For example, studies attempting to differentiate between dementi

For example, studies attempting to differentiate between dementing conditions of different etiologies, such as

vascular dementia as compared with AD, have found little evidence of differential diagnostic utility from neuropsychological assessment.18 In fact, a fascinating book by Zakzanis et al19 that broadly approached this topic has suggested that for many conditions there is very little differential diagnostic information contained in a neuropsychological assessment that even allows for differentiation between healthy populations Inhibitors,research,lifescience,medical and patients with a variety of neuropsychiatric conditions. Their meta-analysis includes all of the research published on neuropsychological test differences between healthy controls and several neuropsychiatric target populations during the years 1980-1997. As a result, there is a wealth of detail on how much information each of these neuropsychological tests provides for test-based differential diagnosis of the target populations compared Inhibitors,research,lifescience,medical with healthy comparison subjects. It is important in this area to consider the differences between differential diagnosis and statistically significant differences Inhibitors,research,lifescience,medical in performance across different conditions. An effect size of .6 SD in the difference of two means, by convention a large effect and easy to detect in samples as small as 20 individuals per group, is associated with 62% overlap between the two samples. In order to be able Inhibitors,research,lifescience,medical to tell with 90% certainty

that an individual’s test score is consistent with a psychiatric or neurological diagnosis and not part

of the lower end of the distribution of healthy, an average difference of about 2.5 SD between populations is required. Many statistically significant differences between samples would fare poorly as candidates for differential Inhibitors,research,lifescience,medical diagnosis. For example, people with schizophrenia routinely have more significant cognitive deficits than people with bipolar disorder, regardless of the mood state of the bipolar patients.20 However, since bipolar patients themselves are more impaired in their cognitive performance than healthy people, there is substantial overlap in the distributions of cognitive Adenosine triphosphate performance between people with schizophrenia and bipolar disorder and minimal differential diagnostic information available. In contrast to the differences between people with AD and healthy populations on delayed recall memory, there is little discrimination between bipolar and schizophrenia populations. The distributions of patients with severe mental illness and healthy people have substantial overlap. As can be seen in Figure 1, there is considerable overlap in the distributions of scores on neuropsychological assessments of people with schizophrenia and healthy people, even if the means of the distributions are two full standard deviations apart. The r-BANS21 is an abbreviated neuropsychological assessment that examines multiple ability domains in a repeatable format.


▶ [Directions for this task]: In the listing, some lines may hold the string "Permit"; report how many do, as a bare number.

▶ [The data]:
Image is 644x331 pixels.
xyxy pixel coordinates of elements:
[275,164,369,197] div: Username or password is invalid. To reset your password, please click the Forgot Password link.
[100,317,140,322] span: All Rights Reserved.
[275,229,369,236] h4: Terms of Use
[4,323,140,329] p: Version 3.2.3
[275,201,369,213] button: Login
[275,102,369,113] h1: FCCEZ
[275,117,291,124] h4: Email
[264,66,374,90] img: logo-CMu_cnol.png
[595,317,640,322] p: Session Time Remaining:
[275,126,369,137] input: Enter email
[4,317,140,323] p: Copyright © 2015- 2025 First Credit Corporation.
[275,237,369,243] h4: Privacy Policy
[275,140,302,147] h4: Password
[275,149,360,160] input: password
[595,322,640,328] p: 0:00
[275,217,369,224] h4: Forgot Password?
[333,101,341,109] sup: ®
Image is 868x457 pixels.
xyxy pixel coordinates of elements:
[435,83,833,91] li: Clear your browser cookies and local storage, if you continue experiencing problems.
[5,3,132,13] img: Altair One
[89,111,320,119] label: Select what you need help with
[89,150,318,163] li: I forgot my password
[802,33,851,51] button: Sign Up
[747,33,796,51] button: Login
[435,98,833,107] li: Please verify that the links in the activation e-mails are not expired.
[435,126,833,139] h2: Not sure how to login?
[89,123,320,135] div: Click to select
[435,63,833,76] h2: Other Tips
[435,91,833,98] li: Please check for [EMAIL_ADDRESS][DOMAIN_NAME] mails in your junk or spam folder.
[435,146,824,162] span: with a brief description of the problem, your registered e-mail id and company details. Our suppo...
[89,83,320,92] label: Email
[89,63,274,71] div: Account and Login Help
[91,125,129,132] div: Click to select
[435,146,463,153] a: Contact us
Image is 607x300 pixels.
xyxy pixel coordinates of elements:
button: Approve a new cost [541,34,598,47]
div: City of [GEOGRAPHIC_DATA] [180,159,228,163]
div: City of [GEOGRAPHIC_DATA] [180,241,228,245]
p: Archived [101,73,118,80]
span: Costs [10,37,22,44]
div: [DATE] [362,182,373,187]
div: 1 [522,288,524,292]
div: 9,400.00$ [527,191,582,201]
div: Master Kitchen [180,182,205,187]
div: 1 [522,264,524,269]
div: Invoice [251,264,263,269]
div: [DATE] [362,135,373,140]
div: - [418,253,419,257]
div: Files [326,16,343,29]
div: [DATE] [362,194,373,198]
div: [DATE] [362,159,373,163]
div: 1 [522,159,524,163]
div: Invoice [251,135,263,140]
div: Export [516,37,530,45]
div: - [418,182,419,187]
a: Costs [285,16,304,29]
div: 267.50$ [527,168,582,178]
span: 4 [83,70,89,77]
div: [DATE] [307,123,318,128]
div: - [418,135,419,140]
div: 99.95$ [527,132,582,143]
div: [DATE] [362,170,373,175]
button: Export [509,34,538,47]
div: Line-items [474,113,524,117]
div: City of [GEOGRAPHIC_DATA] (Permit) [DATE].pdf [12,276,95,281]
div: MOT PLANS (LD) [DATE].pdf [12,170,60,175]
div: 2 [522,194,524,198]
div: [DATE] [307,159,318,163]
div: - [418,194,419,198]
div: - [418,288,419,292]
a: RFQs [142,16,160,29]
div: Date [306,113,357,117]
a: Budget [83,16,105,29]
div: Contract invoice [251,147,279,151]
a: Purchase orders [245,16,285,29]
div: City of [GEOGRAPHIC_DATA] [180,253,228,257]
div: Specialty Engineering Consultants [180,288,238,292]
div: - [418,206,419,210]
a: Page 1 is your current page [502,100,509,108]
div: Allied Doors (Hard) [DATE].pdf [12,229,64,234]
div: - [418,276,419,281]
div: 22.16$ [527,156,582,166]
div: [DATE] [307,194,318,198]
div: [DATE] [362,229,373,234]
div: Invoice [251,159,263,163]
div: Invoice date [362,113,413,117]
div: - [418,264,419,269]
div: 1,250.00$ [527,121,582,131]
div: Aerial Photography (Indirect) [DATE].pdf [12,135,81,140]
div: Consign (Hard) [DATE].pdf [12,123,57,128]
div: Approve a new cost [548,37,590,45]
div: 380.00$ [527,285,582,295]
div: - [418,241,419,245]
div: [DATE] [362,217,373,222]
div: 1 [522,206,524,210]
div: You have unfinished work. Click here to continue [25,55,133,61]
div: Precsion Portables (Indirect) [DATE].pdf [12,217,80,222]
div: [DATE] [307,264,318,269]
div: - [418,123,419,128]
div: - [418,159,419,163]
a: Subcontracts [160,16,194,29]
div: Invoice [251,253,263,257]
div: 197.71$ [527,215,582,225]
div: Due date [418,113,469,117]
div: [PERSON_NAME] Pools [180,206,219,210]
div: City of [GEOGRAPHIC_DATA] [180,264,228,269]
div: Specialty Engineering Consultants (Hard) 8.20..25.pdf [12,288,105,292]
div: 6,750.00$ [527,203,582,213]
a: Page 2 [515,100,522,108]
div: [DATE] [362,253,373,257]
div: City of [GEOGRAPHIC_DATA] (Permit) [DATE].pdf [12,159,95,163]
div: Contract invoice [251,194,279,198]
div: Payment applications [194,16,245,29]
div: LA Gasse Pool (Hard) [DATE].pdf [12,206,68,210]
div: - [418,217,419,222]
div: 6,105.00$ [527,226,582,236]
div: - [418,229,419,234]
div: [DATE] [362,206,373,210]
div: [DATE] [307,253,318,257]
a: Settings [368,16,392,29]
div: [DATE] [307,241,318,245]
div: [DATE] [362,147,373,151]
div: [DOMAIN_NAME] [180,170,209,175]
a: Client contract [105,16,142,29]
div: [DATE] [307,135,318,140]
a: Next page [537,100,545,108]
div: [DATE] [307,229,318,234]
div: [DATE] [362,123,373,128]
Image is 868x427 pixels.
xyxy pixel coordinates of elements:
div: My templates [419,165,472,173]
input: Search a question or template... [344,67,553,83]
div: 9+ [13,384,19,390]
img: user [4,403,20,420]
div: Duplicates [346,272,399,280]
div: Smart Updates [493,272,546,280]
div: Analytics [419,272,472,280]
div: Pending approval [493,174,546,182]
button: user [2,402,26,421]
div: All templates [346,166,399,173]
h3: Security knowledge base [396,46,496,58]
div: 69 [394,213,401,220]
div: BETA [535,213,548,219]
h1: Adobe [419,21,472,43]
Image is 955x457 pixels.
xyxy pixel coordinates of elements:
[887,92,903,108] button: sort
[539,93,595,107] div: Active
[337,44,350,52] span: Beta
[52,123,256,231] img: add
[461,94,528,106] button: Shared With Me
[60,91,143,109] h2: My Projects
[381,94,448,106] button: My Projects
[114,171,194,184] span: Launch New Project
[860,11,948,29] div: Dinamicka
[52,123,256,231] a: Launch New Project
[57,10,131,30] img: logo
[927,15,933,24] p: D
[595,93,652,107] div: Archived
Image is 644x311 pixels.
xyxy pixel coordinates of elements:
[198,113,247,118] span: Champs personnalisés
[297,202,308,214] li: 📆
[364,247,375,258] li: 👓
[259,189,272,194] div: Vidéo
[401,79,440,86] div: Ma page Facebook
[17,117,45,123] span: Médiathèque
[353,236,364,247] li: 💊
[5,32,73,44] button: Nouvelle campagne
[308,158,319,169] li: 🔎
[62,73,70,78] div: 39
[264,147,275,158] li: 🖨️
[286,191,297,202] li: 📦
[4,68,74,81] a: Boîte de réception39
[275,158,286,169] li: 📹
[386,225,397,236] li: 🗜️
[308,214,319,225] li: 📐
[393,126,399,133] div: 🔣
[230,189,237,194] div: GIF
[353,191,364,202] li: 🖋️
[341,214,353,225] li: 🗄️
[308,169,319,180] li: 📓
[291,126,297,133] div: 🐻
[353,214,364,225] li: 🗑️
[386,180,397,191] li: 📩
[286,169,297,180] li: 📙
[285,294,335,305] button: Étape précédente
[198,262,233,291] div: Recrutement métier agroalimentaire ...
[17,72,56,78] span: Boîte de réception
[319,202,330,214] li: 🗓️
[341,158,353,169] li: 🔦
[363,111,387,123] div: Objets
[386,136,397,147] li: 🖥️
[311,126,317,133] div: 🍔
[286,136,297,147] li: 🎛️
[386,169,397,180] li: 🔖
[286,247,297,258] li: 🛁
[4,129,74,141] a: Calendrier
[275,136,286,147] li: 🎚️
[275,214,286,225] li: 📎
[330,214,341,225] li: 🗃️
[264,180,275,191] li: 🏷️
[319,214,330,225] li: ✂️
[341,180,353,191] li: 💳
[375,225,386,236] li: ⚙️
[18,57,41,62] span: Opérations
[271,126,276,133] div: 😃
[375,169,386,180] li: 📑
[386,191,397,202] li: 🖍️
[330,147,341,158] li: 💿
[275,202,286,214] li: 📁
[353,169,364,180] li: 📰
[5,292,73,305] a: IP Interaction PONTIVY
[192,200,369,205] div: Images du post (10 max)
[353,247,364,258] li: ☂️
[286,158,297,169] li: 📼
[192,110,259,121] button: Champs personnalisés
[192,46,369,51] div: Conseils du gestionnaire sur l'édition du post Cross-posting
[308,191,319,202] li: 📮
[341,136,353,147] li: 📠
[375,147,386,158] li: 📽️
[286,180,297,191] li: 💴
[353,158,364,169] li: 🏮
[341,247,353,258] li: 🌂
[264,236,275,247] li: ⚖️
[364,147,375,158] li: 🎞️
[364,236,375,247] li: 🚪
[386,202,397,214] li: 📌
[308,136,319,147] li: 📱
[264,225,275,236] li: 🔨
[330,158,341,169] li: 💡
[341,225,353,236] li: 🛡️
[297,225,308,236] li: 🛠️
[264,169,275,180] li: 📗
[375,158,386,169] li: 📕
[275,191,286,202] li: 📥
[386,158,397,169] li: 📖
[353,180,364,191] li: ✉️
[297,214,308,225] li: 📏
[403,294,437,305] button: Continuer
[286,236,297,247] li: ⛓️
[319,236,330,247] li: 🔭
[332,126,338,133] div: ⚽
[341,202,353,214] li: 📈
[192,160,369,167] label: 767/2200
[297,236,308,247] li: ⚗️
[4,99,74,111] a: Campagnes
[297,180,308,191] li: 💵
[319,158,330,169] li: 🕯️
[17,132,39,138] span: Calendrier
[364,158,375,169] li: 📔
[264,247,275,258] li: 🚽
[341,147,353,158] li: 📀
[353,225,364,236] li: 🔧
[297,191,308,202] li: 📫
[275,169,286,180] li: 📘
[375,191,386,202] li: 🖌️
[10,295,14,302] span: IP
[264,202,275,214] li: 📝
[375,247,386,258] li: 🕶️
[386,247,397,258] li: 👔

▶ [Task output]: 2